Our Lawyer Wins in Historic Surrogacy Legal Battle!


Child Custody Lawyer Helped Client Wins Custody From Father Who Abducted Their Child To Dubai

Published in: Gulf News, The National, Khaleej Times

37-year-old says husband did not seek permission and got child registered under her name

Dubai: A woman who filed a divorce case against her husband after discovering he had arranged for another woman to have their baby through surrogacy has won the law suit in the Dubai Personal Status Court, believed to be the first of its kind case in the UAE.

The 37-year-old Indian woman, who had been married to an Indian man, 38, for 15 years, could not have a child. In 2016, the woman discovered that her husband had not only used a surrogate mother but also registered the infant in her name without her knowledge or consent, following which she asked for divorce.

Her lawyer Awatif Mohammad Khouri from Awatif Mohammad Shoqi Advocates & Legal Consultancy told the court that in return for granting her divorce and alimony, the husband forced his wife to sign a document approving the surrogacy procedure.

The woman launched a divorce case in India but it was rejected and the baby girl was born in March 2016.

Records said after the birth of the child, the woman’s husband became abusive and stopped providing for her needs.

He tried to send her out of the house and when she refused to leave, he packed his belongings, took all the jewellery and abandoned her before informing her that the baby girl’s birth certificate carries her name as the biological mother.

She filed a case in Dubai asking for divorce and alimony and for her name be removed as the child’s biological mother.

The court was told in March 2019 that the surrogacy process was done with the wife’s knowledge and consent but she had changed her mind as the delivery date neared.

The husband claimed that the procedure was done in India where surrogacy is legal. He even submitted a copy of the Indian law to support his claim, requesting that his home country’s law be applied in this case.

However, the woman’s lawyer told the court that surrogacy is against the UAE’s laws and public morals.

“Although the Indian law can be applied in several cases in the UAE, it cannot in this specific case because surrogacy is against the laws and public morals of the country (UAE) where the case is being heard,” the wife’s lawyer Khouri told the court.

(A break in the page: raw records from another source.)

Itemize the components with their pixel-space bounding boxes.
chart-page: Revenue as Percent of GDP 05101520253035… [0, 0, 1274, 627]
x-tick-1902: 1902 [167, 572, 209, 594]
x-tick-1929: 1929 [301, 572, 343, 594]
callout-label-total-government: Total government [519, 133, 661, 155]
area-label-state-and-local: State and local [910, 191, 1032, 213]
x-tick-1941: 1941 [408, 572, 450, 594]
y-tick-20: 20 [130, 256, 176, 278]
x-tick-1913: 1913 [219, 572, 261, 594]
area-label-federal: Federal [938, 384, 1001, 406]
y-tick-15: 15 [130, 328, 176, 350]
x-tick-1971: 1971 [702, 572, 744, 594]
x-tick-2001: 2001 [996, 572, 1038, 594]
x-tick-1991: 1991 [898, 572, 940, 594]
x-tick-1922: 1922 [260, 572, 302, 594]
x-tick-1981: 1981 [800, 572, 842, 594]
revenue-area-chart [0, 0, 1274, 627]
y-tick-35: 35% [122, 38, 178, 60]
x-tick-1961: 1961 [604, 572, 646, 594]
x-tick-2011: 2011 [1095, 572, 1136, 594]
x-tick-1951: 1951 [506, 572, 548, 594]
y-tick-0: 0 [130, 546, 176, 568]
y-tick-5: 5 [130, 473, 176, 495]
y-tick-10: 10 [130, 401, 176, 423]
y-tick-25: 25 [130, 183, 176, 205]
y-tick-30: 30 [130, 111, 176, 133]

Dubai’s Personal Status Court ordered that the child be referred for a DNA test, but the father failed to follow the order after which the court ruled in favour of the woman.

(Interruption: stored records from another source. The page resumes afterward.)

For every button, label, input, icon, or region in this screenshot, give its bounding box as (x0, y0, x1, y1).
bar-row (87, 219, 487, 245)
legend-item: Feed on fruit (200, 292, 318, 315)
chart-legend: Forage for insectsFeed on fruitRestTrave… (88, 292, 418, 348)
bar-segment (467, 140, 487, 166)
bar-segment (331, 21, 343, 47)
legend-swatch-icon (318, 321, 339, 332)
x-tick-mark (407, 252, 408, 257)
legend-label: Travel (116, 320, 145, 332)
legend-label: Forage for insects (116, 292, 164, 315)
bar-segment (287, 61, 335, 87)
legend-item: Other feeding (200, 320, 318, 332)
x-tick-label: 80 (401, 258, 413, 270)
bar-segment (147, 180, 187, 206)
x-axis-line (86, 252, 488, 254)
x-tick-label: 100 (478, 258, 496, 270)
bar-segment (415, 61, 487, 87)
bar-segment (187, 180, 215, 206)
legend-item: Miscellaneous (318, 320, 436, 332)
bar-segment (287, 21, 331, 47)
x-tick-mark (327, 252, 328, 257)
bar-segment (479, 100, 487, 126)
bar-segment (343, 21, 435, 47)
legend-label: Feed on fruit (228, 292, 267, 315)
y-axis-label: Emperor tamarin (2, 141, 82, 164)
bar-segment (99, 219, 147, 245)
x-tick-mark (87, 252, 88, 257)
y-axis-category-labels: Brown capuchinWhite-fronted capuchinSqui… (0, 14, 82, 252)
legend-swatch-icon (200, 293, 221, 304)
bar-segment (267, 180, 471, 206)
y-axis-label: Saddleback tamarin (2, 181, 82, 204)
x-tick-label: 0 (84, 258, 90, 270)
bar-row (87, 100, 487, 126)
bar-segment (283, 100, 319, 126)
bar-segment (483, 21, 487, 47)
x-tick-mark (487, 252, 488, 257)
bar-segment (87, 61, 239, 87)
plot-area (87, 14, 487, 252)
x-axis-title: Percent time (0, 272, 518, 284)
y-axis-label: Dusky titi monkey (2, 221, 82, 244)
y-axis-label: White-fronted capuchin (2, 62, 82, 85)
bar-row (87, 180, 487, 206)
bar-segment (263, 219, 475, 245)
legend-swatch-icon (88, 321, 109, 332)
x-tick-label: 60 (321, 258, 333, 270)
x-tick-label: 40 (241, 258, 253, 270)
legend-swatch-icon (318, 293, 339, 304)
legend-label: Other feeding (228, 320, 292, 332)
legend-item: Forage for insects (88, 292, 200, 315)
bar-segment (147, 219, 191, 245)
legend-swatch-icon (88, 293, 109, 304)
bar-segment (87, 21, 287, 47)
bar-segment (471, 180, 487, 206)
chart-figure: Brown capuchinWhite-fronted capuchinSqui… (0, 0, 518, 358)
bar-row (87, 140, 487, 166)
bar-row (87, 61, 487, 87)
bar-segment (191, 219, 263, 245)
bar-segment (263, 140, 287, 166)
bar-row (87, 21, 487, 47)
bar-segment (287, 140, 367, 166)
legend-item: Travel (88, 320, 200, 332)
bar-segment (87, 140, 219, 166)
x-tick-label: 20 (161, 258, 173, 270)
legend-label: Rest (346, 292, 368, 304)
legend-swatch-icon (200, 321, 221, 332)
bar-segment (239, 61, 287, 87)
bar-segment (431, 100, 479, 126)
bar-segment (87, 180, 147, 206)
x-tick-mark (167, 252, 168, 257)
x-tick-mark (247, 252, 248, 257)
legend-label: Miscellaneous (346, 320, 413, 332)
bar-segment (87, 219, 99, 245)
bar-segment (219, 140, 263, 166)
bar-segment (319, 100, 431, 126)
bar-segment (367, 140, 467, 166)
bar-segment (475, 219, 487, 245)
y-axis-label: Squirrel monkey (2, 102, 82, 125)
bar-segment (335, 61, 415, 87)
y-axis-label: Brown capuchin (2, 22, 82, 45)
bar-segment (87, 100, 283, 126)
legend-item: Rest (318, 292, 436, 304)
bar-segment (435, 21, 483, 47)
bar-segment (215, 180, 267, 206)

“As per the court’s judgement surrogacy was ruled forbidden according to UAE’s Islamic principles which are part of the country’s laws and public morals,” said Khouri.

According to the case documents, surrogacy does not prove lineage of a child.

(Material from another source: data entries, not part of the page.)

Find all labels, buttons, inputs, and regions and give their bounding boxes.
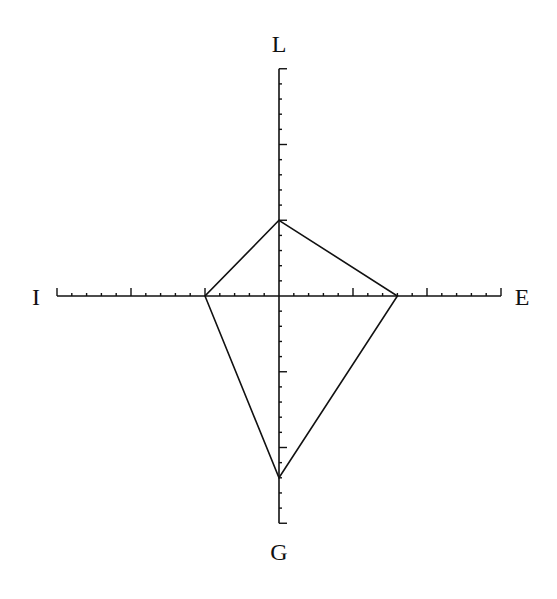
data-polygon [205,220,397,478]
axis-label-right: E [515,284,530,310]
axis-label-bottom: G [270,539,287,565]
axis-label-left: I [32,284,40,310]
kite-chart: L E G I [0,0,557,599]
axes [57,69,501,524]
axis-label-top: L [272,31,287,57]
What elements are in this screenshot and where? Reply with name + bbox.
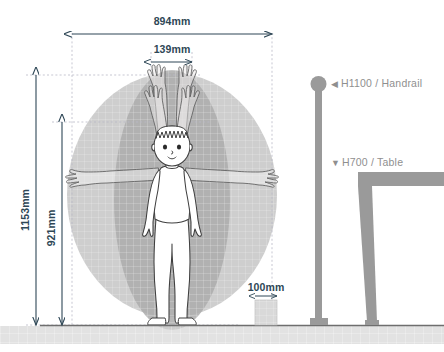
table-top bbox=[358, 172, 444, 186]
dimension-mid-height: 921mm bbox=[45, 122, 62, 325]
dimension-max-height: 1153mm bbox=[19, 75, 36, 325]
dim-label-921: 921mm bbox=[45, 210, 57, 247]
dim-label-894: 894mm bbox=[154, 15, 191, 27]
dim-label-139: 139mm bbox=[154, 43, 191, 55]
annotation-handrail: ◀ H1100 / Handrail bbox=[331, 77, 422, 89]
ground bbox=[0, 326, 444, 345]
dimension-inner-width: 139mm bbox=[151, 43, 192, 62]
triangle-left-icon: ◀ bbox=[331, 79, 338, 89]
diagram-canvas: 894mm 139mm 1153mm 921mm 100mm bbox=[0, 0, 444, 352]
child-foot-left bbox=[148, 318, 166, 325]
annotation-table: ▼ H700 / Table bbox=[331, 156, 403, 168]
handrail-post bbox=[315, 88, 322, 320]
dim-label-1153: 1153mm bbox=[19, 189, 31, 231]
table-foot bbox=[365, 320, 379, 325]
triangle-down-icon: ▼ bbox=[331, 158, 340, 168]
table bbox=[358, 172, 444, 325]
annotation-handrail-label: H1100 / Handrail bbox=[341, 77, 422, 89]
annotation-table-label: H700 / Table bbox=[342, 156, 403, 168]
anthropometric-diagram: 894mm 139mm 1153mm 921mm 100mm bbox=[0, 0, 444, 352]
child-ear-right bbox=[190, 144, 192, 151]
child-eye-right bbox=[177, 144, 181, 149]
dimension-span-width: 894mm bbox=[72, 15, 272, 34]
child-foot-right bbox=[178, 318, 196, 325]
step-block-group: 100mm bbox=[248, 281, 285, 325]
child-hair bbox=[156, 126, 188, 138]
handrail bbox=[310, 76, 328, 325]
child-eye-left bbox=[163, 144, 167, 149]
handrail-knob bbox=[311, 76, 327, 92]
table-leg bbox=[358, 186, 377, 322]
child-ear-left bbox=[152, 144, 154, 151]
dim-label-100: 100mm bbox=[248, 281, 285, 293]
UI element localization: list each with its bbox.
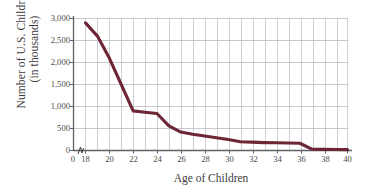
x-tick-label-18: 18	[73, 154, 99, 164]
y-tick-label-2500: 2,500	[36, 35, 70, 45]
y-axis-title: Number of U.S. Children (in thousands)	[15, 0, 41, 129]
x-tick-label-22: 22	[121, 154, 147, 164]
y-tick-label-500: 500	[36, 123, 70, 133]
x-tick-label-30: 30	[217, 154, 243, 164]
x-tick-label-40: 40	[335, 154, 361, 164]
y-tick-label-2000: 2,000	[36, 57, 70, 67]
x-tick-label-24: 24	[145, 154, 171, 164]
chart-container: 3,000 2,500 2,000 1,500 1,000 500 0 0 18…	[0, 0, 365, 193]
y-axis-title-line1: Number of U.S. Children	[15, 0, 28, 129]
x-tick-label-20: 20	[97, 154, 123, 164]
x-tick-label-26: 26	[169, 154, 195, 164]
y-tick-label-3000: 3,000	[36, 13, 70, 23]
x-tick-label-28: 28	[193, 154, 219, 164]
x-tick-label-32: 32	[241, 154, 267, 164]
y-axis-title-line2: (in thousands)	[28, 0, 41, 129]
x-axis-title: Age of Children	[73, 172, 349, 184]
y-tick-label-1000: 1,000	[36, 101, 70, 111]
y-tick-label-1500: 1,500	[36, 79, 70, 89]
x-tick-label-34: 34	[265, 154, 291, 164]
x-tick-label-36: 36	[289, 154, 315, 164]
plot-background	[73, 18, 348, 150]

“The court decided that my client is not the biological mother of the child even if her egg was used in the process,” he noted.

“I didn’t know that he had registered the child under my name in the birth certificate. He used the womb of another woman and the egg of another woman without my permission for fertilisation. I was forced to sign the agreement to get my divorce and alimony,” the woman said in case documents.